And the lieutenant, perceiving that smile, was mollified. It never entered his head that his outward appearance, a naval officer, in uniform, could appear ridiculous to that girl of no position—the daughter of old Nielsen. The recollection of her arms round Jasper’s neck still irritated and excited him. “The hussy!” he thought. “Smiling—eh? That’s how you are amusing yourself. Fooling your father finely, aren’t you? You have a taste for that sort of fun—have you? Well, we shall see—” He did not alter his position, but on his pursed-up lips there also appeared a smile of surly and ill-omened amusement, while his eyes returned to the contemplation of his boots.
Freya felt hot with indignation. She sat radiantly fair in the lamplight, her strong, well-shaped hands lying one on top of the other in her lap. . . “Odious creature,” she thought. Her face coloured with sudden anger. “You have scared my maid out of her senses,” she said aloud. “What possessed you?”
He was thinking so deeply of her that the sound of her voice, pronouncing these unexpected words, startled him extremely. He jerked up his head and looked so bewildered that Freya insisted impatiently:
“I mean Antonia. You have bruised her arm. What did you do it for?”
“Do you want to quarrel with me?” he asked thickly, with a sort of amazement. He blinked like an owl. He was funny. Freya, like all women, had a keen sense of the ridiculous in outward appearance.
“Well, no; I don’t think I do.” She could not help herself. She laughed outright, a clear, nervous laugh in which Heemskirk joined suddenly with a harsh “Ha, ha, ha!”
Voices and footsteps were heard in the passage, and Jasper, with old Nelson, came out.

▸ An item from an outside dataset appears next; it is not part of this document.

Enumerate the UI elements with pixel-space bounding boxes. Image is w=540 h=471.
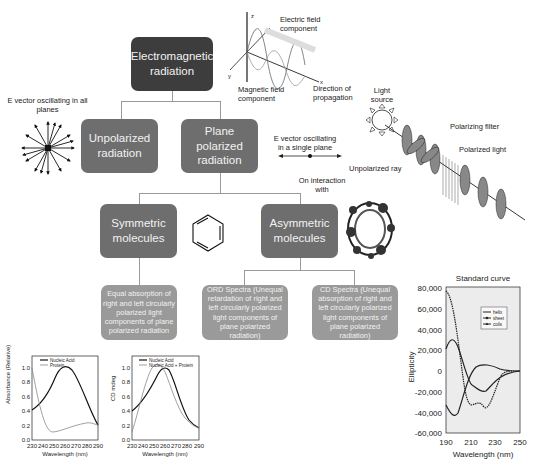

Old Nelson looked at his daughter approvingly, for he liked the lieutenant to be kept in good humour. And he also joined sympathetically in the laugh. “Now, lieutenant, we shall have some dinner,” he said, rubbing his hands cheerily. Jasper had gone straight to the balustrade. The sky was full of stars, and in the blue velvety night the cove below had a denser blackness, in which the riding-lights of the brig and of the gunboat glimmered redly, like suspended sparks. “Next time this riding-light glimmers down there, I’ll be waiting for her on the quarter-deck to come and say ‘Here I am,’” Jasper thought; and his heart seemed to grow bigger in his chest, dilated by an oppressive happiness that nearly wrung out a cry from him. There was no wind. Not a leaf below him stirred, and even the sea was but a still uncomplaining shadow. Far away on the unclouded sky the pale lightning, the heat-lightning of the tropics, played tremulously amongst the low stars in short, faint, mysteriously consecutive flashes, like incomprehensible signals from some distant planet.
The dinner passed off quietly. Freya sat facing her father, calm but pale. Heemskirk affected to talk only to old Nelson. Jasper’s behaviour was exemplary. He kept his eyes under control, basking in the sense of Freya’s nearness, as people bask in the sun without looking up to heaven. And very soon after dinner was over, mindful of his instructions, he declared that it was time for him to go on board his ship.